An initial contract — the Coinbase User Agreement that respondents agreed to when they created their accounts — contains an arbitration provision with a delegation clause. Per this provision, an arbitrator must decide all disputes under the contract, including whether a given disagreement is arbitrable. A second contract — the Official Rules for a promotional sweepstakes respondents entered — contains a forum selection clause providing that California courts shall have sole jurisdiction of any controversies regarding the sweepstakes promotion. Respondents ultimately filed a class action in the U.S. District Court for the Northern District of California alleging that the sweepstakes violated various California laws. Coinbase moved to compel arbitration based on the User Agreement’s delegation clause. The District Court, however, determined that the Official Rules’ forum selection clause controlled the parties’ dispute, and accordingly denied the motion. The Ninth Circuit affirmed. Further affirming, the U.S. Supreme Court, in a unanimous decision, reasoned as follows:
“Given that arbitration agreements are simply contracts, the first principle that underscores all of our arbitration decisions is that arbitration is strictly a matter of consent. Arbitration is a way to resolve those disputes — but only those disputes — that the parties have agreed to submit to arbitration. Consequently, the first question in any arbitration dispute must be: What have these parties agreed to?
“When we home in on the conflict between the delegation clause in the first contract and forum selection clause in the second, the question is whether the parties agreed to send the given dispute to arbitration—and, per usual, that question must be answered by a court….
“Assuming without deciding that the severability principle is implicated here, it is nonetheless satisfied. The severability principle establishes that a party seeking to avoid arbitration must directly challenge the arbitration or delegation clause, not just the contract as a whole. But this rule does not require that a party challenge only the arbitration or delegation provision. Rather, where a challenge applies ‘equally’ to the whole contract and to an arbitration or delegation provision, a court must address that challenge. Again, basic principles of contract and consent require that result.

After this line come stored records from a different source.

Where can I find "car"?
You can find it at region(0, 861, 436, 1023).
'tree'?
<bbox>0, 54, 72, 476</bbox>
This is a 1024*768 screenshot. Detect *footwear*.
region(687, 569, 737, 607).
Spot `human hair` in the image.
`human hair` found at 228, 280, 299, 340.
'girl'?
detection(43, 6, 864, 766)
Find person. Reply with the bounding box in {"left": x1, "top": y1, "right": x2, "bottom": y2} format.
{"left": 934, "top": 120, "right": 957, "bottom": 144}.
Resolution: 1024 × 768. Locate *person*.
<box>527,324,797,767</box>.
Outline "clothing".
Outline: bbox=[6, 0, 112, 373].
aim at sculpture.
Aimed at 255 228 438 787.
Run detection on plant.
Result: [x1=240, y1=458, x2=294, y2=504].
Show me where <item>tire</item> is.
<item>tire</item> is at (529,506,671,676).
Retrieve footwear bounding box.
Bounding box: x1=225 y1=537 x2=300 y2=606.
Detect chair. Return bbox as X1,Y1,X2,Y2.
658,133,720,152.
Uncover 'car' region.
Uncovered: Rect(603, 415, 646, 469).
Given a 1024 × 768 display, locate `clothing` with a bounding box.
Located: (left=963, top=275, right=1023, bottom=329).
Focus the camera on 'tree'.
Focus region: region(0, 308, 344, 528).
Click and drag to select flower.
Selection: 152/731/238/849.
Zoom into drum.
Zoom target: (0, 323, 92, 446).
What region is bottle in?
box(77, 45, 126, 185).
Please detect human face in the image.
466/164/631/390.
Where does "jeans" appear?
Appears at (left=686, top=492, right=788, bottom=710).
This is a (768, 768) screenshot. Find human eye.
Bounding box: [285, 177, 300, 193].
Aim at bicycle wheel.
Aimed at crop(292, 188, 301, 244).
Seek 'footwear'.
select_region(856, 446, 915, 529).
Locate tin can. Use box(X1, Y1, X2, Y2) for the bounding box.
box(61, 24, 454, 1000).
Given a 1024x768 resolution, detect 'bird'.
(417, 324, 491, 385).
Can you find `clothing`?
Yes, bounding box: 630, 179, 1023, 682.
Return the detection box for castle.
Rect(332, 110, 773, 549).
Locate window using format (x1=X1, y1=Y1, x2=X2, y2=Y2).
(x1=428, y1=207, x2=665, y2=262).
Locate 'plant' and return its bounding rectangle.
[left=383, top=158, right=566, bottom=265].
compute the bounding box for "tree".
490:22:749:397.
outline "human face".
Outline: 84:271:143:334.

Arbitration and delegation agreements are simply contracts, and, normally, if a party says that a contract is invalid, the court must address that argument before deciding the merits of the contract dispute. So too here. If a party challenges the validity of the precise agreement to arbitrate at issue, the federal court must consider the challenge before ordering compliance with that arbitration agreement.
“Next, Coinbase contends that, as a matter of California law, the Ninth Circuit was wrong to hold that the Official Rules’ forum selection clause superseded the User Agreement’s delegation provision. That issue is outside the scope of the question presented, and we do not address it. We took this case to decide whether, under the FAA, a court or an arbitrator decides which of the two contractual provisions controls. We decline to consider auxiliary questions about whether the Ninth Circuit properly applied state law.
“Finally, Coinbase contends that our approach will invite chaos by facilitating challenges to delegation clauses. We do not believe that such chaos will follow. In cases where parties have agreed to only one contract, and that contract contains an arbitration clause with a delegation provision, then, absent a successful challenge to the delegation provision, courts must send all arbitrability disputes to arbitration. But, where, as here, parties have agreed to two contracts — one sending arbitrability disputes to arbitration, and the other either explicitly or implicitly sending arbitrability disputes to the courts — a court must decide which contract governs. To hold otherwise would be to impermissibly elevate a delegation provision over other forms of contract.” Accordingly,
“We conclude that a court, not an arbitrator, must decide whether the parties’ first agreement was superseded by their second. The Ninth Circuit’s judgment is affirmed.”
Coinbase v. Suski, 144 S.Ct. 1186 (2024).